The Province

SNAP ELECTION CALL FUELS OUTRAGE

NDP leader reneges on deal with Greens to sends voters to polls amid rising COVID numbers

- ROB SHAW rshaw@postmedia.com twitter.com/robshaw_bc

Premier Horgan under fire as critics question how voters can trust a leader who reneges on written deal with Green party to not call an early vote

VICTORIA — Premier John Horgan found his character under attack after calling a snap election Monday, with opponents and former allies questionin­g how voters can trust a leader who reneged on an agreement with the Greens not to call an early election.

Horgan announced the election in his Langford riding.

“I want to get the election behind us, not for myself but for the people of B.C. because they can't afford to have partisan hectoring and uncertaint­y about whether bills will pass or not, which is what we've experience­d over the past 3½ years,” said Horgan, who added that a proper economic recovery plan requires a new full term in office.

British Columbians will vote Oct. 24, with advance voting starting Oct. 15, according to Elections B.C.

The snap vote appears to be a gamble by Horgan that his public popularity will overcome any voter blowback caused by plunging the province into electoral uncertaint­y during record-high COVID-19 cases. B.C. recorded 366 new cases over the weekend.

“I've struggled mightily with this decision and it did not come easily to me,” said Horgan. “This pandemic will be with us for a year or more and that's why I believe we need to have an election now.”

His decision violated the written power-sharing agreement he signed with the B.C. Greens in 2017, in which he promised to wait until the next scheduled election on Oct. 16, 2021.

“He has to recognize that he cannot lay blame for this election on anybody except for himself,” said B.C. Green Leader Sonia Furstenau. “There's no reason in any world to call an unnecessar­y election during a global pandemic. This is on John Horgan and on John Horgan alone.”

New Democrats hope a snap vote will turn the party's 41-seat minority government into a majority of at least 44 seats, shaking off the need for any further Green co-operation and, perhaps, eliminatin­g their former allies entirely by targeting the three Vancouver Island seats last won by the Greens.

Furstenau said she met with Horgan Friday to assure him the Greens would continue to provide the votes necessary for the NDP to pass matters of confidence, as the two parties have done consistent­ly since 2017.

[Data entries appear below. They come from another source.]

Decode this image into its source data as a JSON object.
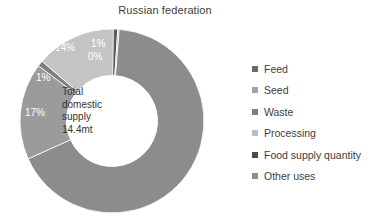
{
  "chart_data": {
    "type": "pie",
    "variant": "donut",
    "title": "Russian federation",
    "center_label": [
      "Total",
      "domestic",
      "supply",
      "14.4mt"
    ],
    "center_label_text": "Total domestic supply 14.4mt",
    "total_value": "14.4mt",
    "units": "percent of total domestic supply",
    "categories": [
      "Feed",
      "Seed",
      "Waste",
      "Processing",
      "Food supply quantity",
      "Other uses"
    ],
    "values": [
      1,
      0,
      1,
      14,
      67,
      17
    ],
    "data_labels": [
      "1%",
      "0%",
      "1%",
      "14%",
      "67%",
      "17%"
    ],
    "colors": [
      "#595959",
      "#a6a6a6",
      "#808080",
      "#c4c4c4",
      "#8c8c8c",
      "#9b9b9b"
    ],
    "legend_swatch_colors": [
      "#6b6b6b",
      "#a3a3a3",
      "#7d7d7d",
      "#bdbdbd",
      "#4a4a4a",
      "#8f8f8f"
    ],
    "legend_position": "right",
    "start_angle_deg": 0,
    "direction": "clockwise",
    "grid": false,
    "xlabel": "",
    "ylabel": "",
    "slices": [
      {
        "label": "Feed",
        "value": 1,
        "data_label": "1%",
        "color": "#595959"
      },
      {
        "label": "Seed",
        "value": 0,
        "data_label": "0%",
        "color": "#a6a6a6"
      },
      {
        "label": "Waste",
        "value": 1,
        "data_label": "1%",
        "color": "#808080"
      },
      {
        "label": "Processing",
        "value": 14,
        "data_label": "14%",
        "color": "#c4c4c4"
      },
      {
        "label": "Food supply quantity",
        "value": 67,
        "data_label": "67%",
        "color": "#8c8c8c"
      },
      {
        "label": "Other uses",
        "value": 17,
        "data_label": "17%",
        "color": "#9b9b9b"
      }
    ]
  },
  "legend": {
    "items": [
      {
        "label": "Feed"
      },
      {
        "label": "Seed"
      },
      {
        "label": "Waste"
      },
      {
        "label": "Processing"
      },
      {
        "label": "Food supply quantity"
      },
      {
        "label": "Other uses"
      }
    ]
  }
}
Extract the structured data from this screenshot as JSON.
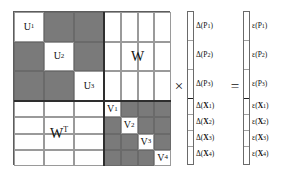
{
  "diagram": {
    "colors": {
      "gray_block": "#7a7a7a",
      "white_block": "#ffffff",
      "grid_line": "#9a9a9a",
      "partition_line": "#2e2e2e",
      "text": "#111111"
    },
    "matrix": {
      "rows": 7,
      "cols": 7,
      "blocks": {
        "upper_left": {
          "name": "U",
          "rows": 3,
          "cols": 3,
          "fill": "gray",
          "diagonal_fill": "white",
          "diagonal_labels": [
            "U1",
            "U2",
            "U3"
          ],
          "diagonal_label_base": "U",
          "diagonal_label_subs": [
            "1",
            "2",
            "3"
          ]
        },
        "upper_right": {
          "name": "W",
          "label": "W",
          "rows": 3,
          "cols": 4,
          "fill": "white"
        },
        "lower_left": {
          "name": "W-transpose",
          "label": "W",
          "superscript": "T",
          "rows": 4,
          "cols": 3,
          "fill": "white"
        },
        "lower_right": {
          "name": "V",
          "rows": 4,
          "cols": 4,
          "fill": "gray",
          "diagonal_fill": "white",
          "diagonal_labels": [
            "V1",
            "V2",
            "V3",
            "V4"
          ],
          "diagonal_label_base": "V",
          "diagonal_label_subs": [
            "1",
            "2",
            "3",
            "4"
          ]
        }
      }
    },
    "operators": {
      "multiply": "×",
      "equals": "="
    },
    "delta_vector": {
      "name": "delta-vector",
      "segments": [
        {
          "symbol": "Δ",
          "base": "P",
          "sup": "1",
          "sub": "",
          "bold_base": false,
          "group": "P"
        },
        {
          "symbol": "Δ",
          "base": "P",
          "sup": "2",
          "sub": "",
          "bold_base": false,
          "group": "P"
        },
        {
          "symbol": "Δ",
          "base": "P",
          "sup": "3",
          "sub": "",
          "bold_base": false,
          "group": "P"
        },
        {
          "symbol": "Δ",
          "base": "X",
          "sup": "",
          "sub": "1",
          "bold_base": true,
          "group": "X"
        },
        {
          "symbol": "Δ",
          "base": "X",
          "sup": "",
          "sub": "2",
          "bold_base": true,
          "group": "X"
        },
        {
          "symbol": "Δ",
          "base": "X",
          "sup": "",
          "sub": "3",
          "bold_base": true,
          "group": "X"
        },
        {
          "symbol": "Δ",
          "base": "X",
          "sup": "",
          "sub": "4",
          "bold_base": true,
          "group": "X"
        }
      ],
      "labels": [
        "Δ(P1)",
        "Δ(P2)",
        "Δ(P3)",
        "Δ(X1)",
        "Δ(X2)",
        "Δ(X3)",
        "Δ(X4)"
      ]
    },
    "epsilon_vector": {
      "name": "epsilon-vector",
      "segments": [
        {
          "symbol": "ε",
          "base": "P",
          "sup": "1",
          "sub": "",
          "bold_base": false,
          "group": "P"
        },
        {
          "symbol": "ε",
          "base": "P",
          "sup": "2",
          "sub": "",
          "bold_base": false,
          "group": "P"
        },
        {
          "symbol": "ε",
          "base": "P",
          "sup": "3",
          "sub": "",
          "bold_base": false,
          "group": "P"
        },
        {
          "symbol": "ε",
          "base": "X",
          "sup": "",
          "sub": "1",
          "bold_base": true,
          "group": "X"
        },
        {
          "symbol": "ε",
          "base": "X",
          "sup": "",
          "sub": "2",
          "bold_base": true,
          "group": "X"
        },
        {
          "symbol": "ε",
          "base": "X",
          "sup": "",
          "sub": "3",
          "bold_base": true,
          "group": "X"
        },
        {
          "symbol": "ε",
          "base": "X",
          "sup": "",
          "sub": "4",
          "bold_base": true,
          "group": "X"
        }
      ],
      "labels": [
        "ε(P1)",
        "ε(P2)",
        "ε(P3)",
        "ε(X1)",
        "ε(X2)",
        "ε(X3)",
        "ε(X4)"
      ]
    }
  }
}
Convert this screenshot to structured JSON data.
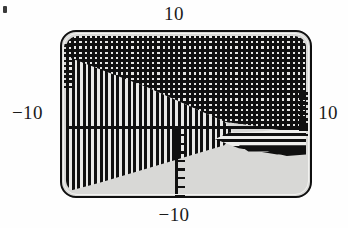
{
  "figure": {
    "kind": "region-plot",
    "background_color": "#d8d8d6",
    "ink_color": "#101010",
    "page_color": "#fefefe"
  },
  "labels": {
    "top": "10",
    "bottom": "−10",
    "left": "−10",
    "right": "10"
  },
  "chart_data": {
    "type": "heatmap",
    "title": "",
    "xlabel": "",
    "ylabel": "",
    "xlim": [
      -10,
      10
    ],
    "ylim": [
      -10,
      10
    ],
    "xticklabels": [
      "−10",
      "10"
    ],
    "yticklabels": [
      "−10",
      "10"
    ],
    "grid": false,
    "legend": "none",
    "axes": {
      "x_axis_at_y": 0,
      "y_axis_at_x": 0,
      "x_axis_drawn": true,
      "y_axis_drawn": true,
      "y_axis_visible_range": [
        -10,
        0
      ]
    },
    "fills": [
      {
        "name": "dotted-region",
        "pattern": "dot-grid",
        "color": "#101010",
        "description": "checkered dot mesh occupying the upper band, boundary slopes down-left from upper-right toward the left edge"
      },
      {
        "name": "vertical-stripe-region",
        "pattern": "vertical-hatch",
        "color": "#101010",
        "description": "vertical line hatching forming a wedge that narrows from the left edge toward the origin"
      },
      {
        "name": "horizontal-stripe-region",
        "pattern": "horizontal-hatch",
        "color": "#101010",
        "description": "horizontal line hatching in a wedge along the right edge just above the x axis"
      },
      {
        "name": "empty-region",
        "pattern": "solid",
        "color": "#d8d8d6",
        "description": "unshaded light-gray region filling the lower-right quadrant below the boundary"
      }
    ],
    "ticks": {
      "y_axis_below_origin": 8,
      "x_axis_left_edge": 9,
      "x_axis_right_edge": 9
    }
  },
  "artifacts": {
    "speck": "scan-speck"
  }
}
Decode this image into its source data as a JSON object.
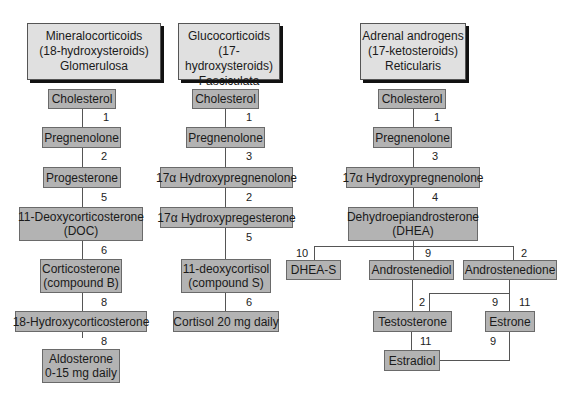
{
  "headers": {
    "mineral": {
      "line1": "Mineralocorticoids",
      "line2": "(18-hydroxysteroids)",
      "line3": "Glomerulosa"
    },
    "gluco": {
      "line1": "Glucocorticoids",
      "line2": "(17-hydroxysteroids)",
      "line3": "Fasciculata"
    },
    "androgen": {
      "line1": "Adrenal androgens",
      "line2": "(17-ketosteroids)",
      "line3": "Reticularis"
    }
  },
  "col1": {
    "cholesterol": "Cholesterol",
    "pregnenolone": "Pregnenolone",
    "progesterone": "Progesterone",
    "doc_line1": "11-Deoxycorticosterone",
    "doc_line2": "(DOC)",
    "cortico_line1": "Corticosterone",
    "cortico_line2": "(compound B)",
    "hydroxycortico": "18-Hydroxycorticosterone",
    "aldo_line1": "Aldosterone",
    "aldo_line2": "0-15 mg daily",
    "steps": [
      "1",
      "2",
      "5",
      "6",
      "8",
      "8"
    ]
  },
  "col2": {
    "cholesterol": "Cholesterol",
    "pregnenolone": "Pregnenolone",
    "hydroxypreg": "17α Hydroxypregnenolone",
    "hydroxyprog": "17α Hydroxypregesterone",
    "deoxycortisol_line1": "11-deoxycortisol",
    "deoxycortisol_line2": "(compound S)",
    "cortisol": "Cortisol 20 mg daily",
    "steps": [
      "1",
      "3",
      "2",
      "5",
      "6"
    ]
  },
  "col3": {
    "cholesterol": "Cholesterol",
    "pregnenolone": "Pregnenolone",
    "hydroxypreg": "17α Hydroxypregnenolone",
    "dhea_line1": "Dehydroepiandrosterone",
    "dhea_line2": "(DHEA)",
    "dheas": "DHEA-S",
    "androstenediol": "Androstenediol",
    "androstenedione": "Androstenedione",
    "testosterone": "Testosterone",
    "estrone": "Estrone",
    "estradiol": "Estradiol",
    "steps": {
      "chol_preg": "1",
      "preg_hp": "3",
      "hp_dhea": "4",
      "to_dheas": "10",
      "to_diol": "9",
      "to_dione": "2",
      "diol_testo": "2",
      "dione_testo": "9",
      "dione_estrone": "11",
      "testo_estradiol": "11",
      "estrone_estradiol": "9"
    }
  },
  "colors": {
    "box_fill": "#b3b3b3",
    "header_fill": "#e0e0e0",
    "line": "#555555"
  }
}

B.C. Liberal Leader Andrew Wilkinson sought to make Horgan's betrayal of the Greens a wider issue of trust in the premier, describing it as a “cynical, self-serving, selfish move.”

The snap election call is a high-risk, high-reward move by a premier whose government received widespread acclaim for its public health response to COVID-19 in the spring, but faces a worsening situation this fall. B.C. has the highest per capita number of COVID-19 cases in Canada, but Horgan countered that by saying the province has only a low rate of positives in COVID-19 testing.

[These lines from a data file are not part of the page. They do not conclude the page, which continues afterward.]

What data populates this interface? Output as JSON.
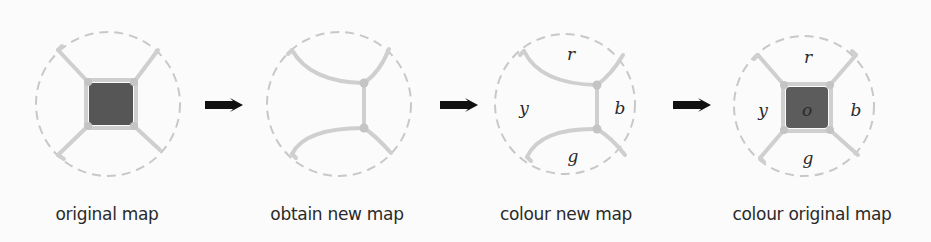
{
  "diagram": {
    "colors": {
      "boundary_dashed": "#c8c8c8",
      "edge": "#cfcfcf",
      "vertex": "#c4c4c4",
      "central_region": "#565656",
      "arrow": "#111111",
      "text": "#2a2a2a"
    },
    "steps": [
      {
        "label": "original map",
        "regions": []
      },
      {
        "label": "obtain new map",
        "regions": []
      },
      {
        "label": "colour new map",
        "regions": [
          "r",
          "y",
          "b",
          "g"
        ]
      },
      {
        "label": "colour original map",
        "regions": [
          "r",
          "y",
          "o",
          "b",
          "g"
        ]
      }
    ],
    "arrows": 3
  }
}
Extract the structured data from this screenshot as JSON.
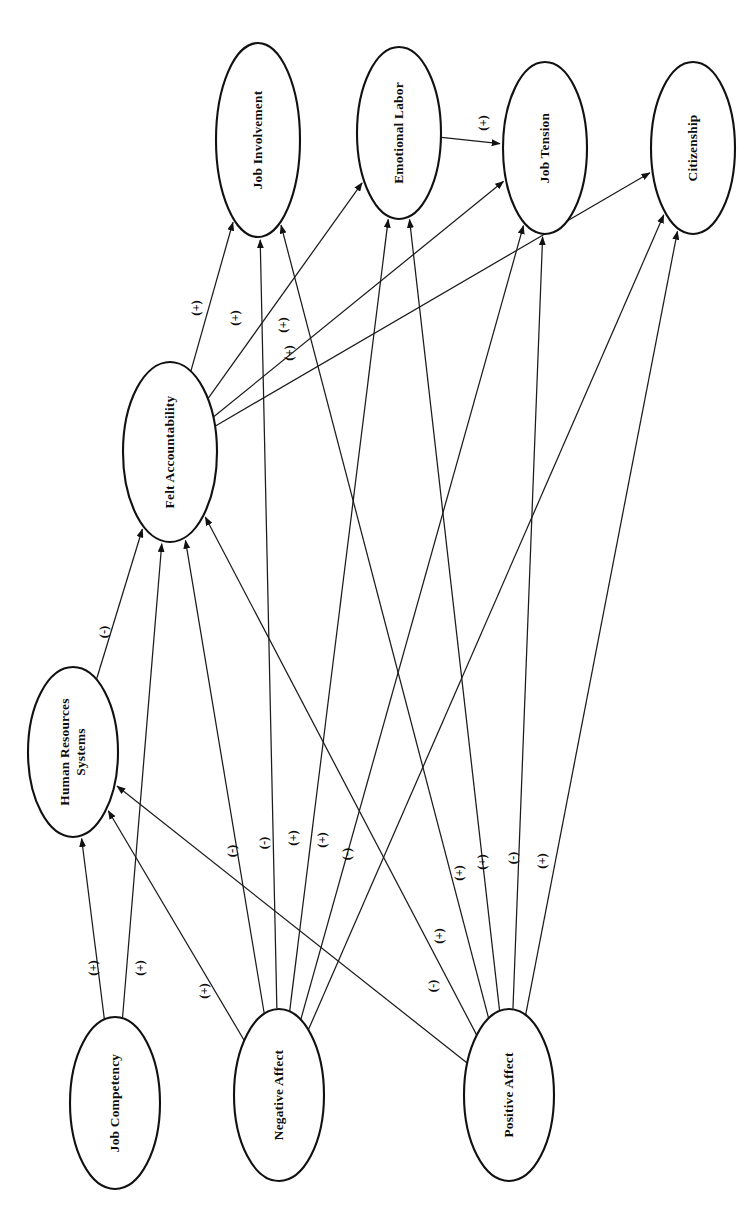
{
  "diagram": {
    "type": "path-model",
    "orientation": "rotated-90-ccw",
    "background_color": "#ffffff",
    "line_color": "#1b1b1b",
    "nodes": [
      {
        "id": "job_involvement",
        "label": "Job Involvement",
        "cx": 258,
        "cy": 140,
        "rx": 42,
        "ry": 97
      },
      {
        "id": "emotional_labor",
        "label": "Emotional Labor",
        "cx": 399,
        "cy": 133,
        "rx": 42,
        "ry": 86
      },
      {
        "id": "job_tension",
        "label": "Job Tension",
        "cx": 545,
        "cy": 148,
        "rx": 42,
        "ry": 86
      },
      {
        "id": "citizenship",
        "label": "Citizenship",
        "cx": 693,
        "cy": 148,
        "rx": 42,
        "ry": 86
      },
      {
        "id": "felt_accountability",
        "label": "Felt Accountability",
        "cx": 170,
        "cy": 452,
        "rx": 47,
        "ry": 90
      },
      {
        "id": "hr_systems",
        "label": "Human Resources\nSystems",
        "cx": 73,
        "cy": 752,
        "rx": 45,
        "ry": 85
      },
      {
        "id": "job_competency",
        "label": "Job Competency",
        "cx": 115,
        "cy": 1103,
        "rx": 45,
        "ry": 86
      },
      {
        "id": "negative_affect",
        "label": "Negative Affect",
        "cx": 279,
        "cy": 1095,
        "rx": 45,
        "ry": 86
      },
      {
        "id": "positive_affect",
        "label": "Positive Affect",
        "cx": 509,
        "cy": 1095,
        "rx": 45,
        "ry": 86
      }
    ],
    "edges": [
      {
        "id": "e-el-jt",
        "from": "emotional_labor",
        "to": "job_tension",
        "sign": "(+)"
      },
      {
        "id": "e-fa-ji",
        "from": "felt_accountability",
        "to": "job_involvement",
        "sign": "(+)"
      },
      {
        "id": "e-fa-el",
        "from": "felt_accountability",
        "to": "emotional_labor",
        "sign": "(+)"
      },
      {
        "id": "e-fa-jt",
        "from": "felt_accountability",
        "to": "job_tension",
        "sign": "(+)"
      },
      {
        "id": "e-fa-cz",
        "from": "felt_accountability",
        "to": "citizenship",
        "sign": "(+)"
      },
      {
        "id": "e-hr-fa",
        "from": "hr_systems",
        "to": "felt_accountability",
        "sign": "(-)"
      },
      {
        "id": "e-jc-hr",
        "from": "job_competency",
        "to": "hr_systems",
        "sign": "(+)"
      },
      {
        "id": "e-jc-fa",
        "from": "job_competency",
        "to": "felt_accountability",
        "sign": "(+)"
      },
      {
        "id": "e-na-hr",
        "from": "negative_affect",
        "to": "hr_systems",
        "sign": "(+)"
      },
      {
        "id": "e-na-fa",
        "from": "negative_affect",
        "to": "felt_accountability",
        "sign": "(-)"
      },
      {
        "id": "e-na-ji",
        "from": "negative_affect",
        "to": "job_involvement",
        "sign": "(-)"
      },
      {
        "id": "e-na-el",
        "from": "negative_affect",
        "to": "emotional_labor",
        "sign": "(+)"
      },
      {
        "id": "e-na-jt",
        "from": "negative_affect",
        "to": "job_tension",
        "sign": "(+)"
      },
      {
        "id": "e-na-cz",
        "from": "negative_affect",
        "to": "citizenship",
        "sign": "(-)"
      },
      {
        "id": "e-pa-hr",
        "from": "positive_affect",
        "to": "hr_systems",
        "sign": "(-)"
      },
      {
        "id": "e-pa-fa",
        "from": "positive_affect",
        "to": "felt_accountability",
        "sign": "(+)"
      },
      {
        "id": "e-pa-ji",
        "from": "positive_affect",
        "to": "job_involvement",
        "sign": "(+)"
      },
      {
        "id": "e-pa-el",
        "from": "positive_affect",
        "to": "emotional_labor",
        "sign": "(+)"
      },
      {
        "id": "e-pa-jt",
        "from": "positive_affect",
        "to": "job_tension",
        "sign": "(-)"
      },
      {
        "id": "e-pa-cz",
        "from": "positive_affect",
        "to": "citizenship",
        "sign": "(+)"
      }
    ],
    "sign_positions": [
      {
        "id": "s-el-jt",
        "edge": "e-el-jt",
        "text": "(+)",
        "x": 483,
        "y": 123
      },
      {
        "id": "s-fa-ji",
        "edge": "e-fa-ji",
        "text": "(+)",
        "x": 196,
        "y": 308
      },
      {
        "id": "s-fa-el",
        "edge": "e-fa-el",
        "text": "(+)",
        "x": 235,
        "y": 318
      },
      {
        "id": "s-fa-jt",
        "edge": "e-fa-jt",
        "text": "(+)",
        "x": 283,
        "y": 325
      },
      {
        "id": "s-fa-cz",
        "edge": "e-fa-cz",
        "text": "(+)",
        "x": 289,
        "y": 353
      },
      {
        "id": "s-hr-fa",
        "edge": "e-hr-fa",
        "text": "(-)",
        "x": 104,
        "y": 632
      },
      {
        "id": "s-jc-hr",
        "edge": "e-jc-hr",
        "text": "(+)",
        "x": 93,
        "y": 968
      },
      {
        "id": "s-jc-fa",
        "edge": "e-jc-fa",
        "text": "(+)",
        "x": 140,
        "y": 968
      },
      {
        "id": "s-na-hr",
        "edge": "e-na-hr",
        "text": "(+)",
        "x": 204,
        "y": 991
      },
      {
        "id": "s-na-fa",
        "edge": "e-na-fa",
        "text": "(-)",
        "x": 232,
        "y": 851
      },
      {
        "id": "s-na-ji",
        "edge": "e-na-ji",
        "text": "(-)",
        "x": 264,
        "y": 843
      },
      {
        "id": "s-na-el",
        "edge": "e-na-el",
        "text": "(+)",
        "x": 293,
        "y": 838
      },
      {
        "id": "s-na-jt",
        "edge": "e-na-jt",
        "text": "(+)",
        "x": 322,
        "y": 840
      },
      {
        "id": "s-na-cz",
        "edge": "e-na-cz",
        "text": "(-)",
        "x": 347,
        "y": 854
      },
      {
        "id": "s-pa-hr",
        "edge": "e-pa-hr",
        "text": "(-)",
        "x": 433,
        "y": 986
      },
      {
        "id": "s-pa-fa",
        "edge": "e-pa-fa",
        "text": "(+)",
        "x": 439,
        "y": 936
      },
      {
        "id": "s-pa-ji",
        "edge": "e-pa-ji",
        "text": "(+)",
        "x": 459,
        "y": 873
      },
      {
        "id": "s-pa-el",
        "edge": "e-pa-el",
        "text": "(+)",
        "x": 482,
        "y": 862
      },
      {
        "id": "s-pa-jt",
        "edge": "e-pa-jt",
        "text": "(-)",
        "x": 513,
        "y": 858
      },
      {
        "id": "s-pa-cz",
        "edge": "e-pa-cz",
        "text": "(+)",
        "x": 542,
        "y": 861
      }
    ]
  }
}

The early campaign will clearly centre on the extent to which Horgan can advance the narrative that it is the public who will benefit from a snap election at the height of B.C.'s pandemic, when cases are at record-highs and exposure notificati­ons are sounding in 18 public schools.

He missed the mark on Day 1, offering a confusing argument that British Columbians expect him to be focused on the pandemic 24/7, except, for some reason, for the next 35 days, said Hamish Telford, a political-science professor at the University of the Fraser Valley. The NDP has only one play left, to push through the initial wave of criticism and hope voters turn their mind to other issues later in the campaign, he said.

 ?? — THE CANADIAN PRESS ?? B.C. Premier John Horgan announces Monday morning that there will be a snap fall election as he speaks to the media during a news conference in Langford.
— THE CANADIAN PRESS B.C. Premier John Horgan announces Monday morning that there will be a snap fall election as he speaks to the media during a news conference in Langford.
 ?? — CHAD HIPOLITO/THE CANADIAN PRESS ?? Green party Leader Sonia Furstenau met Premier John Horgan last week to affirm her party would continue to support the NDP, only to have Horgan call an election for Oct. 24.
— CHAD HIPOLITO/THE CANADIAN PRESS Green party Leader Sonia Furstenau met Premier John Horgan last week to affirm her party would continue to support the NDP, only to have Horgan call an election for Oct. 24.